Nuclear Laundry Sues City of Santa Fe for Second Time
December 2, l998
Interstate Nuclear Services (INS), the "Nuclear Laundry", filed suit
against the City of Santa Fe on October 6th, 1998, seeking to overturn the
City's new wastewater discharge ordinance which regulates the discharge of
radionuclides to the City sewer and wastewater treatment plant. Treated
effluent waters from the City's wastewater treatment plant are ultimately
discharged to the Santa Fe River, but the treatment does not remove the
nuclear contamination.
The City's newly adopted Treated Effluent
Management Plan calls for the City to make extensive use of the treated
effluent in an effort to save over $27 million dollars in water rights
purchases over the next twenty years. "The Treated Effluent Management
Plan, which was adopted by the City earlier this year, includes the option
to discharge the treated effluent into the Rio Grande in exchange for the
right to draw San Juan-Chama drinking water," stated Patricio Guerrerortiz,
Public Utilities Director for the City of Santa Fe. "I believe that public
perception of radioactive contamination of this effluent may affect our
ability to make our reuse plans work. That's one major reason why we have
the limitations set forth in the wastewater discharge ordinance. This
treated effluent use plan is essential to the City's ability to meet the
water supply needs of our citizens in the future."
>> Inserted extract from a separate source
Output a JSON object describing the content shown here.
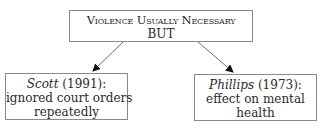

The plan also calls for the City to negotiate with major water users who
use drinking water for irrigation to instead use treated effluent for
irrigation, thus saving major amounts of drinking water, and to recharge
the treated effluent to the Santa Fe River.
The Nuclear Laundry, which for thirty years has washed nuclear contaminated
uniforms from Los Alamos National Laboratories and Rocky Flats at its plant
on Siler Road in the heart of Santa Fe, claims the ordinance puts it out of
business because the requirements are too difficult to meet. INS uses
'dilution is the solution to pollution' as its method of treating
radioactive discharges, simply increasing the amount of water it uses and
discharges so the concentrations of radionuclides would meet State
standards. The City ordinance is more rigorous. "The State standards are
already too easy to meet, and using up precious water to get there is
incredibly wasteful", says Leroy Romero, former INS manager and now a board
member of CCNS.
INS has not operated in Santa Fe since May, 1996, when the City of Santa Fe
closed it down amid allegations of illegal sludge releases containing
radioactive contamination and failure to disclose tests revealing
violations of City discharge requirements. Former Nuclear Laundry
employees, including Romero, testified at a public hearing about INS orders
to violate the laws regulating radioactive discharges, including illegal
dumping of sludge into the sewer. The State nonetheless renewed the INS
license but unless INS can comply with the City ordinance, it cannot
discharge to the City sewer.
"INS could recycle its water as is done elsewhere and wouldn't have to
discharge anything. But they insist on using up our limited water to
dilute their pollution, and then dumping it into the sewer, then to the
river, then to Cochiti Lake," states Romero. The Nuclear Laundry could also
go back to Los Alamos National Laboratory, where they started out.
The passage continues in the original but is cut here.